By Sue-Lin Wong
SYDNEY (Reuters) - More than 400 protesters stuck their heads in the sand on Australia's Bondi Beach on Thursday, mocking the government's reluctance to put climate change on the agenda of a G20 summit this weekend.
Prime Minister Tony Abbott's perceived failure to address climate change is all the more galling in the wake of an agreement between the United States and China on Wednesday to limit their carbon emissions, they said.
"Obama's on board, Xi Jinping's on board, everyone's on board except one man," activist Pat Norman, 28, bellowed into a megaphone on the Sydney beach.
"Tony Abbott!" the protesters shouted back.
Folks with babies, school children and working people in business suits dug holes on the beach and stuck their heads in them. The ostrich is said to stick its head in the sand in futile bid to avoid danger.
Ornithologists say the African bird does no such thing but that didn't spoil the cheeky protest.
"Wiggle ya bums if you feel like it," Norman shouted over the megaphone.
A few athletic types did handstands with their heads in the sand.
Abbott called climate change science "crap" in 2009 and said coal was "good for humanity". Australia repealed a tax on greenhouse gas emissions in July, the only country to reverse action on climate change.
Justin Field, 36, a former army intelligence officer who is running for a seat in state parliament for the Green Party, said
Australia had to act.
"To be so far behind the rest of the developed world embarrasses progressive Australia," he said.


● **Action item**
Please repeat word for word the line containing "The height and" and every following line up to and including the last one below, pictures excluded.

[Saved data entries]
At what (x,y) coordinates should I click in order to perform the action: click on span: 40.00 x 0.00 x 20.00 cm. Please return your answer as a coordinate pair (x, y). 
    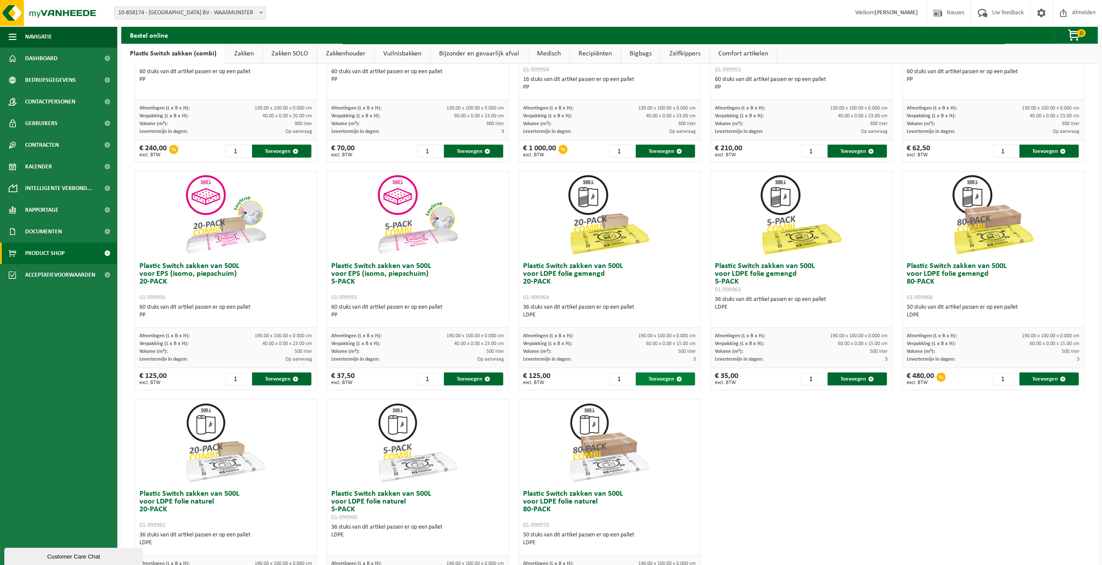
    Looking at the image, I should click on (287, 116).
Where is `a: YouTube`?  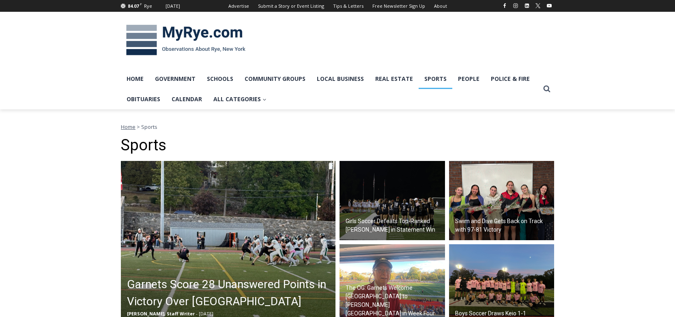
a: YouTube is located at coordinates (549, 6).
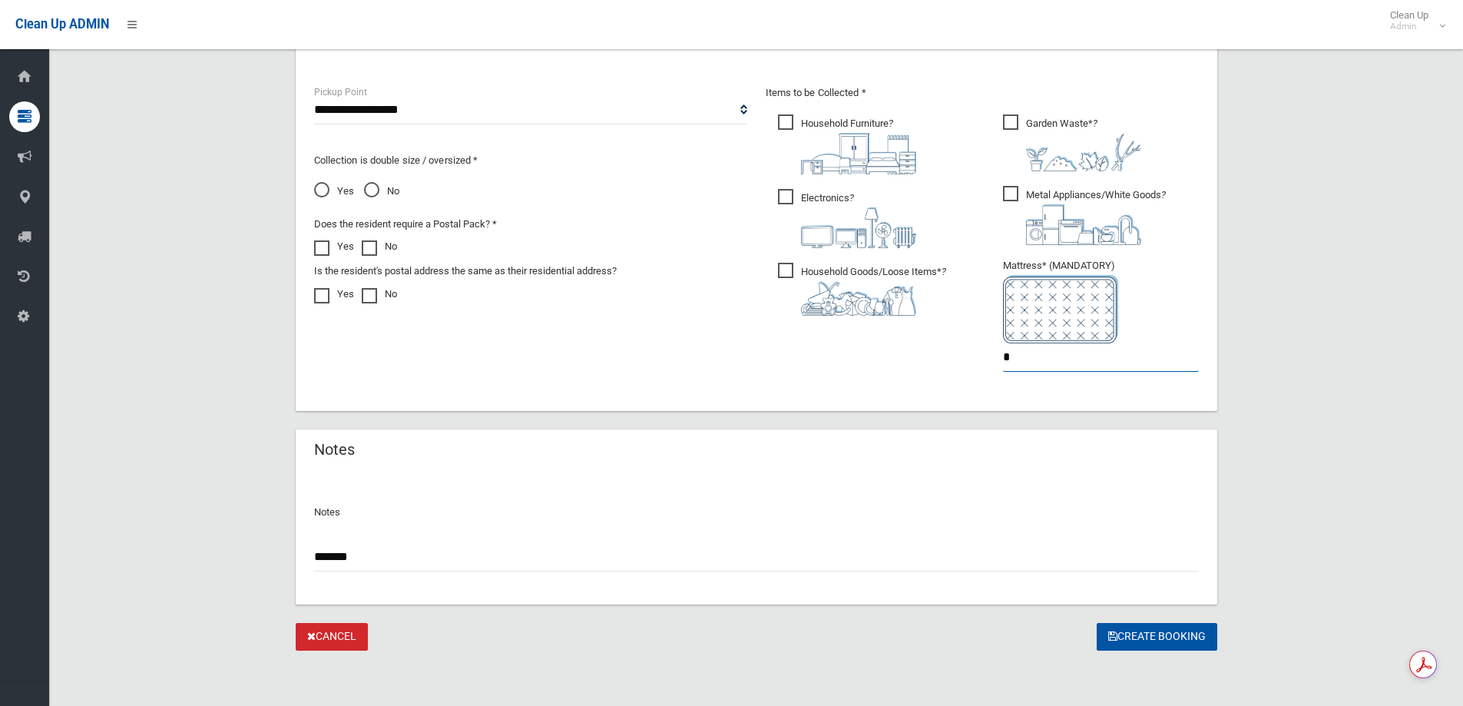 The width and height of the screenshot is (1463, 706). What do you see at coordinates (1100, 301) in the screenshot?
I see `span: Mattress* (MANDATORY)` at bounding box center [1100, 301].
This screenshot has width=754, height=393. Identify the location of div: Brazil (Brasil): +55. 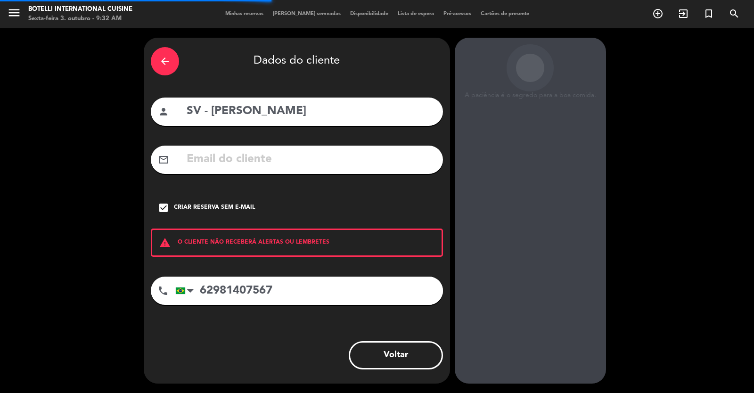
(187, 291).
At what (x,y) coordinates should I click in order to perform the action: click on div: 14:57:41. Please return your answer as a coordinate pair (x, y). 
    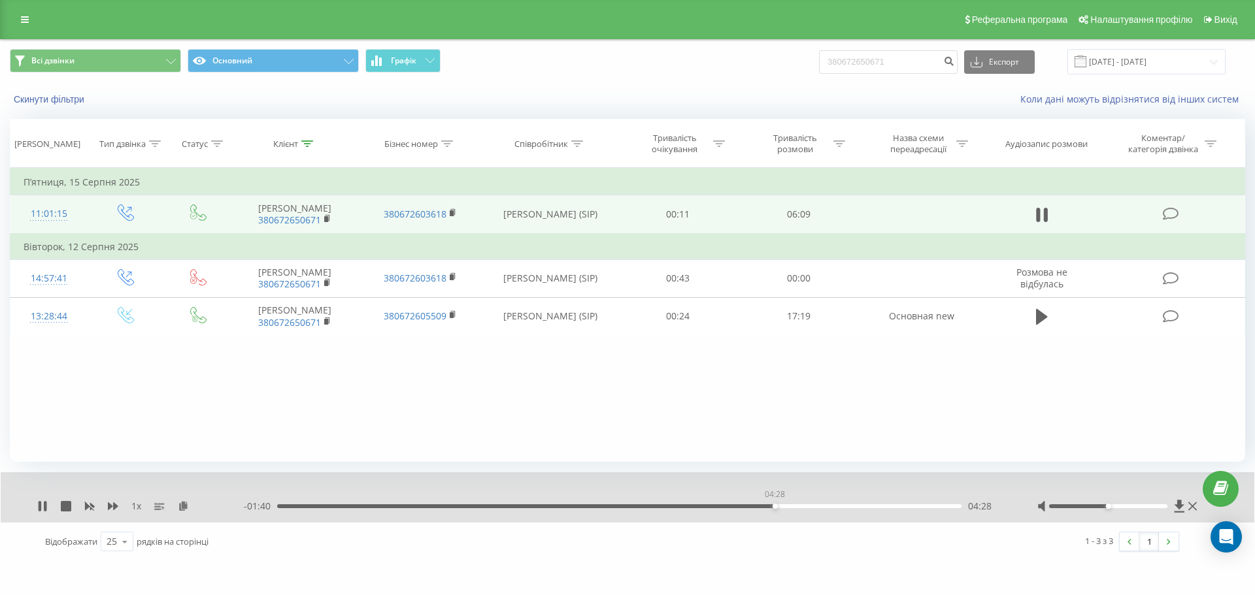
    Looking at the image, I should click on (49, 278).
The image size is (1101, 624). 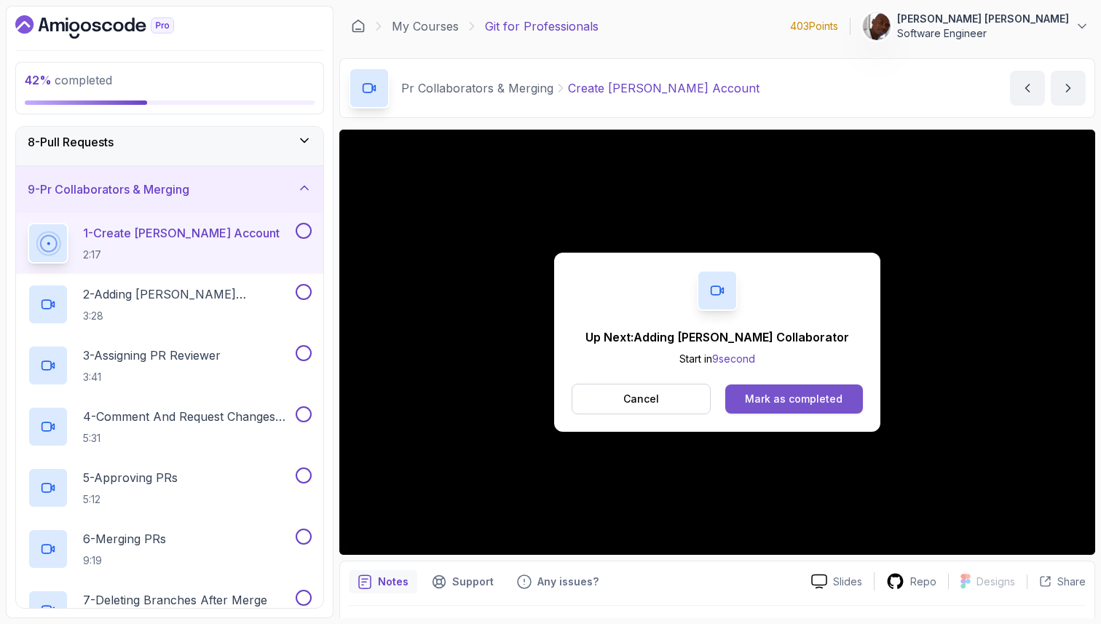 What do you see at coordinates (877, 26) in the screenshot?
I see `img: user profile image` at bounding box center [877, 26].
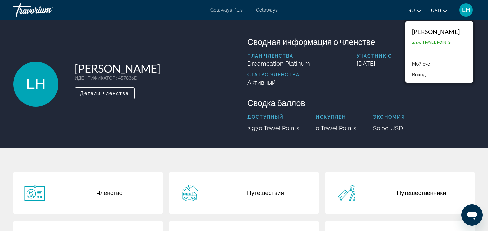  What do you see at coordinates (279, 75) in the screenshot?
I see `p: Статус членства` at bounding box center [279, 75].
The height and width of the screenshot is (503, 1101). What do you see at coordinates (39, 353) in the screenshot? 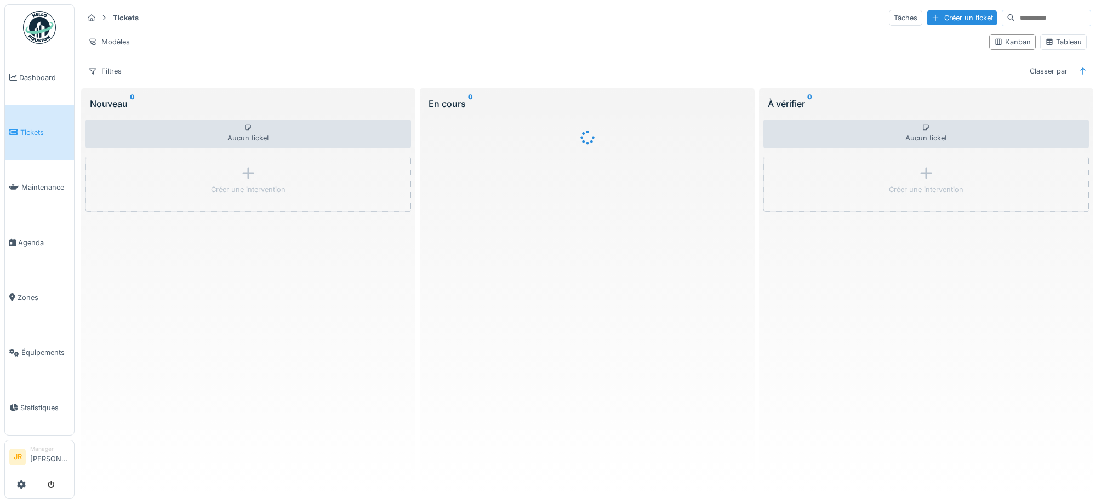
I see `a: Équipements` at bounding box center [39, 353].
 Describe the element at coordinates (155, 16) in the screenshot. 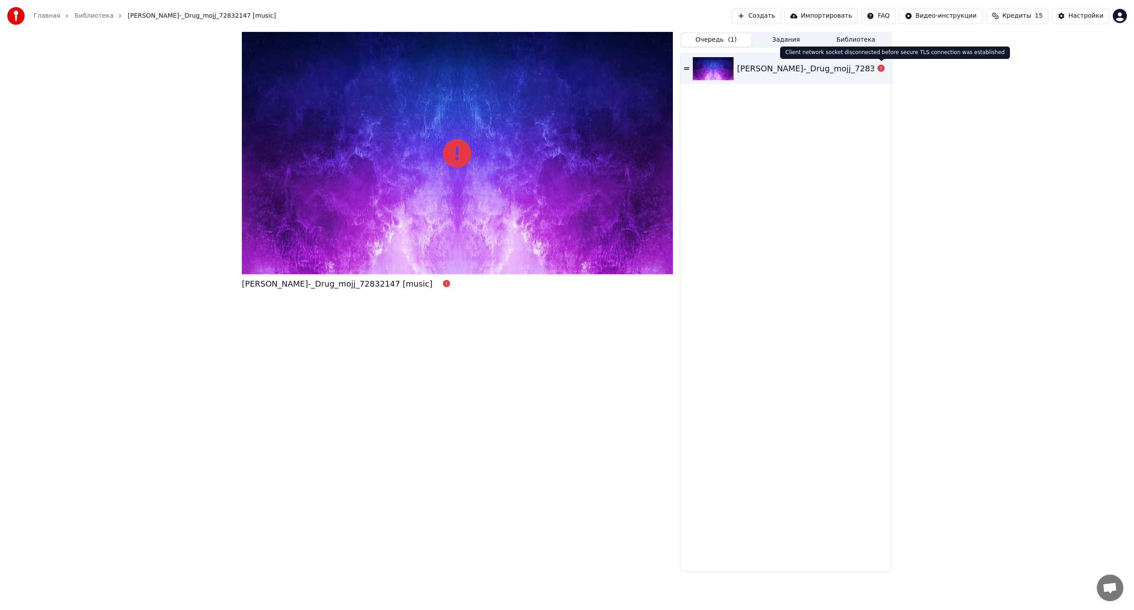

● **Solution to this problem**
The height and width of the screenshot is (503, 1101). What do you see at coordinates (39, 353) in the screenshot? 
I see `a: Équipements` at bounding box center [39, 353].
 Describe the element at coordinates (155, 16) in the screenshot. 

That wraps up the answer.